By the way, in "Palestine" conservative and moderately left factions would be a great improvement. All factions with any detectable support are either some flavor of fascist (Fatah, Hamas, Islamic Jihad) or else Marxist-Leninist (PFLP, splitters!). Not that they had any elections recently. Mahmoud Abbas, the PA president, is in the 19th year of his 4 year term.
Exactly. We inflict a lot more collateral damage than Israel does.Do not be deceived. The reason Israel is judged by a very different standard than any other country is that it is the Jewish state.Nothing about Jews.
If US kills Al Shabab terrorists in Somalia or ISIS terrorists in Syria, nobody bats an eye. But if US takes out Hamas and Islamic Jihad terrorists in Gaza or Jenin, many people lose their minds.
"Factions" in the Palestinians represent where the terrorist money comes from, not what the people want. It's impossible for the Palestinians to have a meaningful representative government until that terrorist money is severely curtailed.As I said, them having a conservative faction would be a great improvement over their current political landscape.The West Bank, when they have independence, will probably have a conservative faction they need to oust.
Yeah, heavy metals become an issue when you use them in non-recoverable forms. They're not a problem when a proper recovery system exists.Lead has many legitimate uses. And while we can transition away from lead now, we probably would not have been able to develop modern technology that we do have. And technically uranium is a heavy metal, and nuclear power is a very clean and safe one (based on deaths per TWh produced).The most important health and safety restriction through all time is "don't use heavy metals, including and especially lead, or friable mineral materials where living creatures can get impacted by them or their use or manufacture."
What I would like to see is mandated deposits on heavy metals. To pull a number out of the air for illustration lets say $10/kg on lead, indexed for inflation. The recipient pays the source that amount independent of any other aspects of the transaction. (If you're mining them the recipient is the government.) The government is always a "buyer", although they need not actually pay anything beyond the deposit amount. Gathering it from loose forms in the environment (which would include ordinary trash landfills!) is not mining as it was already extracted.
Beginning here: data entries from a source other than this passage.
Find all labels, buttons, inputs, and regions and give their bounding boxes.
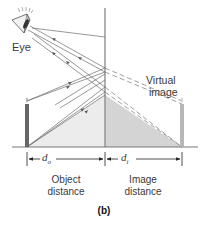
object-candle: [25, 104, 29, 147]
virtual-image-flame: [181, 97, 183, 103]
reflected-rays: [28, 26, 105, 92]
eye-icon: [12, 7, 33, 33]
object-flame: [26, 97, 28, 103]
ray-diagram: [0, 0, 207, 232]
object-distance-symbol: do: [42, 152, 51, 168]
image-distance-label-line2: distance: [124, 186, 161, 197]
image-distance-subscript: i: [127, 158, 129, 166]
panel-label: (b): [98, 205, 111, 216]
image-side-triangle: [105, 95, 182, 147]
object-distance-subscript: o: [48, 158, 52, 166]
virtual-image-label-line1: Virtual: [146, 75, 176, 86]
virtual-image-label-line2: image: [149, 87, 178, 98]
image-distance-label-line1: Image: [129, 174, 157, 185]
object-distance-label-line2: distance: [47, 186, 84, 197]
image-distance-symbol: di: [121, 152, 128, 168]
virtual-image-candle: [180, 104, 184, 147]
eye-label: Eye: [12, 42, 31, 53]
object-distance-label-line1: Object: [52, 174, 81, 185]
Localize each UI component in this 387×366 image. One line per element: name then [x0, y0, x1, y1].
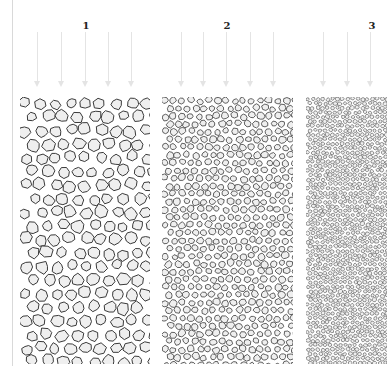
panel-label-3: 3 [369, 20, 376, 31]
grain-panel-2-medium [162, 97, 293, 364]
down-arrow-icon [273, 32, 274, 82]
down-arrow-icon [108, 32, 109, 82]
down-arrow-icon [370, 32, 371, 82]
down-arrow-icon [347, 32, 348, 82]
down-arrow-icon [250, 32, 251, 82]
down-arrow-icon [37, 32, 38, 82]
panel-label-1: 1 [83, 20, 90, 31]
grain-panel-1-coarse [20, 97, 150, 364]
down-arrow-icon [203, 32, 204, 82]
down-arrow-icon [181, 32, 182, 82]
down-arrow-icon [323, 32, 324, 82]
down-arrow-icon [226, 32, 227, 82]
left-border-line [12, 0, 13, 366]
down-arrow-icon [131, 32, 132, 82]
panel-label-2: 2 [224, 20, 231, 31]
down-arrow-icon [85, 32, 86, 82]
grain-panel-3-fine [306, 97, 387, 364]
down-arrow-icon [61, 32, 62, 82]
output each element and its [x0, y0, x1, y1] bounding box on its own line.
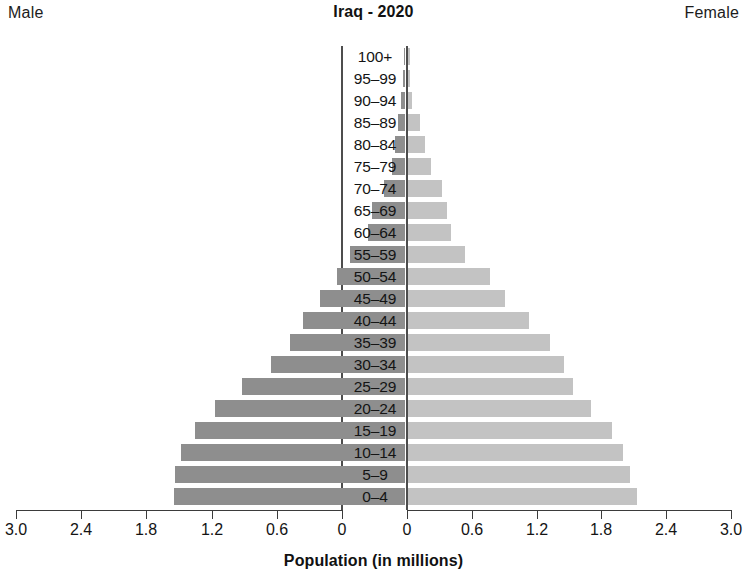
x-tick-label-female: 0.6 — [461, 521, 483, 539]
female-bar — [408, 114, 420, 131]
age-group-label: 90–94 — [342, 91, 408, 111]
female-bar — [408, 290, 505, 307]
pyramid-row: 60–64 — [0, 222, 747, 244]
female-bar — [408, 246, 465, 263]
x-tick-label-male: 2.4 — [70, 521, 92, 539]
female-bar — [408, 158, 431, 175]
pyramid-row: 95–99 — [0, 68, 747, 90]
female-bar — [408, 48, 410, 65]
age-group-label: 15–19 — [342, 421, 408, 441]
age-group-label: 80–84 — [342, 135, 408, 155]
x-tick-male — [146, 510, 147, 519]
female-bar — [408, 92, 412, 109]
age-group-label: 45–49 — [342, 289, 408, 309]
age-group-label: 0–4 — [342, 487, 408, 507]
pyramid-row: 15–19 — [0, 420, 747, 442]
x-tick-male — [81, 510, 82, 519]
x-axis-title: Population (in millions) — [0, 552, 747, 570]
pyramid-row: 85–89 — [0, 112, 747, 134]
x-tick-label-female: 1.2 — [526, 521, 548, 539]
x-tick-label-female: 2.4 — [655, 521, 677, 539]
x-tick-label-male: 1.8 — [135, 521, 157, 539]
x-tick-label-female: 3.0 — [720, 521, 742, 539]
female-bar — [408, 312, 529, 329]
male-x-axis-line — [16, 510, 343, 511]
age-group-label: 25–29 — [342, 377, 408, 397]
x-tick-label-female: 1.8 — [590, 521, 612, 539]
pyramid-row: 75–79 — [0, 156, 747, 178]
x-tick-label-male: 3.0 — [5, 521, 27, 539]
chart-title: Iraq - 2020 — [0, 3, 747, 21]
x-tick-label-male: 0.6 — [266, 521, 288, 539]
age-group-label: 40–44 — [342, 311, 408, 331]
pyramid-row: 0–4 — [0, 486, 747, 508]
female-bar — [408, 180, 442, 197]
pyramid-row: 20–24 — [0, 398, 747, 420]
age-group-label: 50–54 — [342, 267, 408, 287]
female-bar — [408, 268, 490, 285]
female-bar — [408, 334, 550, 351]
x-tick-label-male: 0 — [338, 521, 347, 539]
female-x-axis-line — [407, 510, 731, 511]
age-group-label: 95–99 — [342, 69, 408, 89]
female-side-label: Female — [684, 4, 739, 22]
x-tick-female — [472, 510, 473, 519]
age-group-label: 85–89 — [342, 113, 408, 133]
age-group-label: 60–64 — [342, 223, 408, 243]
age-group-label: 10–14 — [342, 443, 408, 463]
pyramid-row: 55–59 — [0, 244, 747, 266]
pyramid-row: 25–29 — [0, 376, 747, 398]
pyramid-row: 5–9 — [0, 464, 747, 486]
x-tick-label-female: 0 — [403, 521, 412, 539]
female-bar — [408, 378, 573, 395]
pyramid-row: 100+ — [0, 46, 747, 68]
age-group-label: 30–34 — [342, 355, 408, 375]
x-tick-female — [537, 510, 538, 519]
plot-area: 100+95–9990–9485–8980–8475–7970–7465–696… — [0, 46, 747, 510]
x-tick-male — [212, 510, 213, 519]
age-group-label: 75–79 — [342, 157, 408, 177]
x-tick-female — [407, 510, 408, 519]
female-bar — [408, 224, 451, 241]
x-tick-female — [666, 510, 667, 519]
female-bar — [408, 466, 630, 483]
age-group-label: 65–69 — [342, 201, 408, 221]
pyramid-row: 50–54 — [0, 266, 747, 288]
female-bar — [408, 422, 612, 439]
female-bar — [408, 400, 591, 417]
female-bar — [408, 444, 623, 461]
age-group-label: 20–24 — [342, 399, 408, 419]
age-group-label: 5–9 — [342, 465, 408, 485]
population-pyramid-chart: Male Iraq - 2020 Female 100+95–9990–9485… — [0, 0, 747, 584]
female-bar — [408, 356, 564, 373]
female-bar — [408, 136, 425, 153]
pyramid-row: 35–39 — [0, 332, 747, 354]
pyramid-row: 90–94 — [0, 90, 747, 112]
pyramid-row: 30–34 — [0, 354, 747, 376]
x-tick-male — [342, 510, 343, 519]
age-group-label: 70–74 — [342, 179, 408, 199]
pyramid-row: 40–44 — [0, 310, 747, 332]
female-bar — [408, 488, 637, 505]
female-bar — [408, 202, 447, 219]
x-tick-female — [731, 510, 732, 519]
x-tick-female — [601, 510, 602, 519]
female-bar — [408, 70, 410, 87]
x-tick-male — [277, 510, 278, 519]
pyramid-row: 80–84 — [0, 134, 747, 156]
pyramid-row: 45–49 — [0, 288, 747, 310]
age-group-label: 35–39 — [342, 333, 408, 353]
pyramid-row: 70–74 — [0, 178, 747, 200]
pyramid-row: 65–69 — [0, 200, 747, 222]
age-group-label: 55–59 — [342, 245, 408, 265]
pyramid-row: 10–14 — [0, 442, 747, 464]
x-tick-label-male: 1.2 — [201, 521, 223, 539]
x-tick-male — [16, 510, 17, 519]
age-group-label: 100+ — [342, 47, 408, 67]
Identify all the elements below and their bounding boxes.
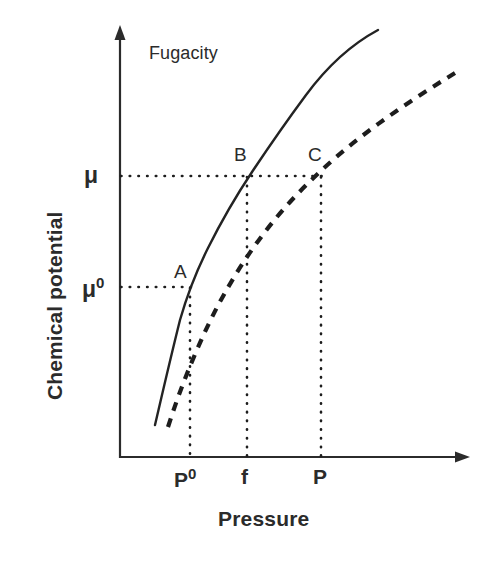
x-axis-label: Pressure — [218, 508, 310, 529]
data-point-label-c: C — [308, 145, 322, 164]
x-tick-label-p-naught: P0 — [174, 466, 196, 490]
x-tick-label-p: P — [313, 466, 327, 487]
guide-lines-group — [121, 176, 322, 456]
p-naught-base: P — [174, 468, 188, 491]
y-tick-label-mu-naught: μ0 — [82, 275, 104, 301]
axis-group — [115, 25, 471, 463]
data-curves-group — [155, 30, 455, 427]
data-point-label-a: A — [174, 262, 187, 281]
y-tick-label-mu: μ — [84, 164, 98, 187]
x-tick-label-f: f — [241, 466, 248, 487]
mu-naught-base: μ — [82, 276, 96, 302]
mu-naught-superscript: 0 — [96, 274, 104, 291]
y-axis-label: Chemical potential — [44, 100, 65, 400]
data-point-label-b: B — [234, 145, 247, 164]
x-axis-arrow-icon — [455, 452, 470, 463]
fugacity-chemical-potential-figure: Chemical potential Pressure Fugacity μ μ… — [0, 0, 492, 563]
p-naught-superscript: 0 — [188, 465, 196, 482]
curve-real-dashed — [168, 73, 455, 427]
y-axis-arrow-icon — [115, 25, 126, 40]
fugacity-annotation: Fugacity — [149, 44, 218, 62]
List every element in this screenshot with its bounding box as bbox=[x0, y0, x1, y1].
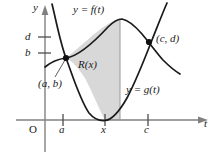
point-ab-label: (a, b) bbox=[38, 78, 62, 89]
y-tick-label-d: d bbox=[25, 31, 31, 42]
point-cd-label: (c, d) bbox=[156, 33, 179, 44]
point-ab-dot bbox=[63, 55, 69, 61]
leader-line-ab bbox=[55, 60, 65, 77]
region-label: R(x) bbox=[78, 59, 97, 70]
y-axis-arrow-icon bbox=[42, 5, 49, 15]
point-cd-dot bbox=[146, 39, 152, 45]
origin-label: O bbox=[29, 124, 37, 135]
y-axis-label: y bbox=[33, 2, 38, 13]
curve-g-label: y = g(t) bbox=[126, 84, 160, 95]
x-axis-label: t bbox=[204, 118, 207, 129]
y-tick-label-b: b bbox=[25, 47, 31, 58]
x-tick-label-x: x bbox=[101, 124, 106, 135]
curve-f-label: y = f(t) bbox=[73, 4, 104, 15]
calculus-figure: y t O d b a x c y = f(t) y = g(t) R(x) (… bbox=[0, 0, 216, 158]
x-tick-label-c: c bbox=[144, 124, 149, 135]
x-tick-label-a: a bbox=[59, 124, 65, 135]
Set the deposit high enough to get most of it recycled when the current use is no longer functional or needed. (I've got a decent amount of lead around here in the form of worn-out lead-acid batteries and no meaningful recycling options for it. That sort of situation should not exist for a material we don't want loose in the environment! A few now serve secondary duty as weights (they're AGM, not wet cells, no acid issues) but most just are stacked up awaiting a practical way to recycle them.)
While most carbon uses aren't recoverable I favor the same approach--a cost per kg for mining (or drilling) it.What is too much? Would we have technology for modern EVs if we did not use carbon based high energy density sources like coal and oil to jumpstart the industrial revolution? I doubt it.Right behind that is "don't extract too much bound up carbon"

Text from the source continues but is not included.